Saturday, June 22, 2013

The Finale: Does Judge Cote's Belief the Publishers Are Guilty Exonerate or Implicate Apple?


The DOJ's ebook price fixing trial against Apple came to an end Thursday with closing arguments from both sides. Apple lead lawyer Orin Snyder began his summation in the clearest possible terms: "Apple did not conspire to fix prices with any publisher. Let me repeat that. Apple did not conspire with a single publisher to fix prices in the eBook industry." Rather, Snyder said near the end of his presentation, "Apple's entry simply crystallized market forces and structural changes that were well underway before Apple met with a single publisher." He argued, "We know of no other case where a defendant has come to this court with as much evidence of its legitimate independent business purposes….  We have a massive amount of evidence that Apple acted, with the agency agreements, MFNs, and price caps, not to remake an industry but for its own legitimate and lawful business reasons to open a competitive bookstore."
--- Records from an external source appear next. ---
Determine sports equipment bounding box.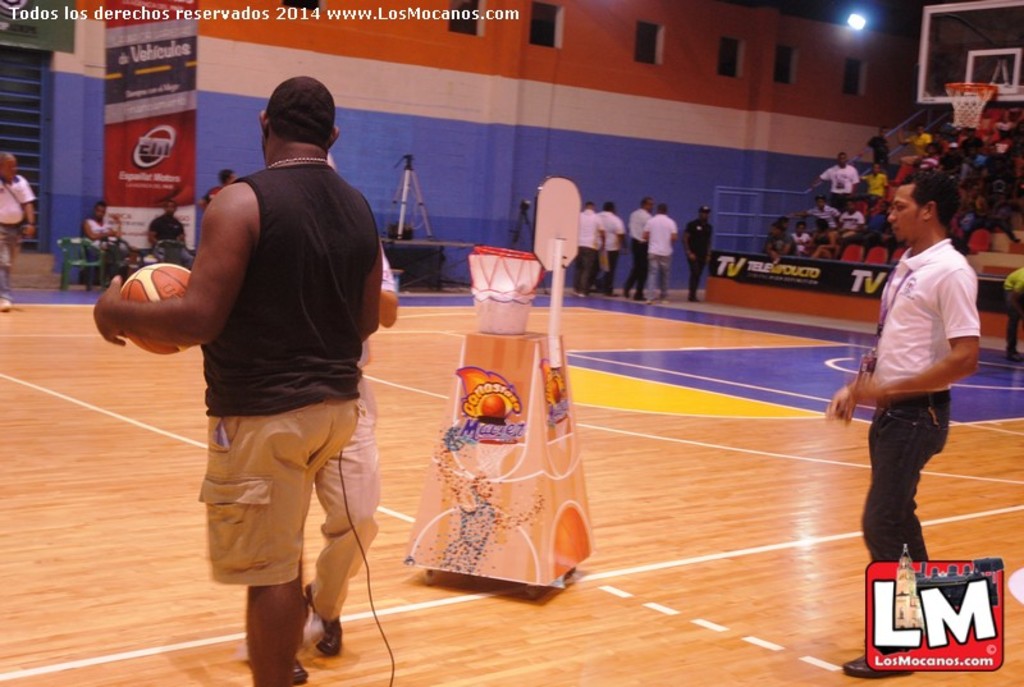
Determined: bbox(306, 583, 347, 660).
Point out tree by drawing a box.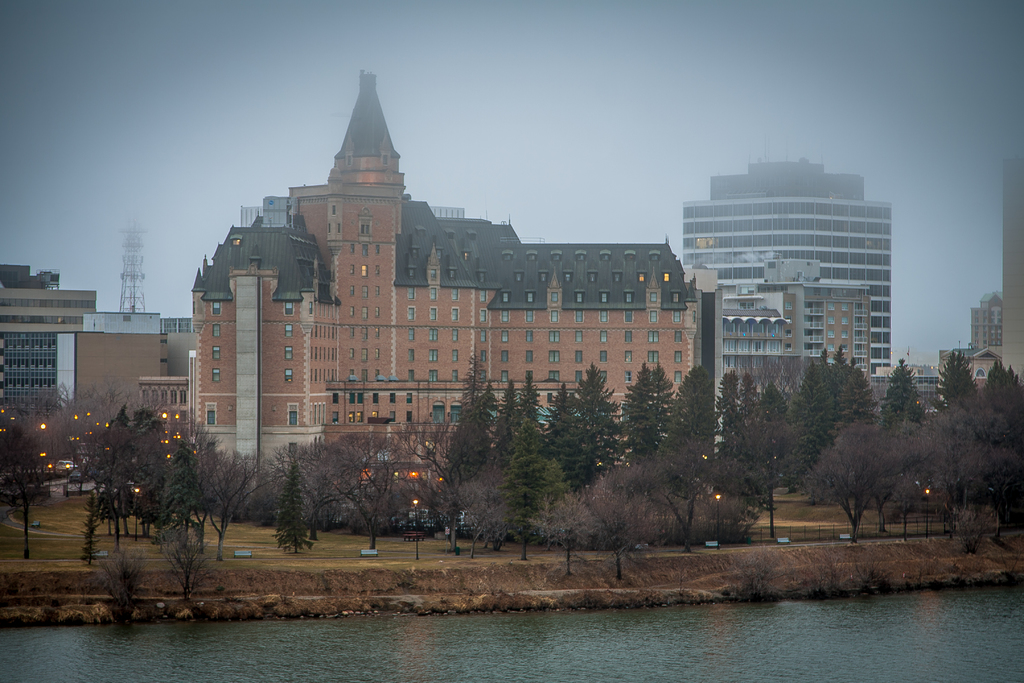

Needless to say, lead DOJ attorney Mark Ryan said it was equally clear that Apple is guilty: "We think the evidence clearly establishes that Apple organized, directed, and oversaw the implementation of a conspiracy aimed to raise eBook prices to U.S. consumers and to prevent low-priced retail eBook competition from Amazon and as part of that conspiracy was successful in moving – in harnessing the coordinated power of the publishers to force Amazon on to an agency model."
Ryan suggested “ the United States has carried its burden just if we focus on Apple's own words.” He paraphrased Eddy Cue as admitting:

"1.  I know they wanted to raise prices.  So, clearly, that's the case. All the evidence establishes that.
"2.  I gave them the ability to do it.
"3.  I provided them the reassurances that they needed so that they would not fear retaliation from Amazon. And those reassurances, of course, were that the publishers would move together to raise prices and to limit competition from Amazon.


"We submit that that alone is enough to meet the burden of showing an unlawful agreement in violation of Section 1."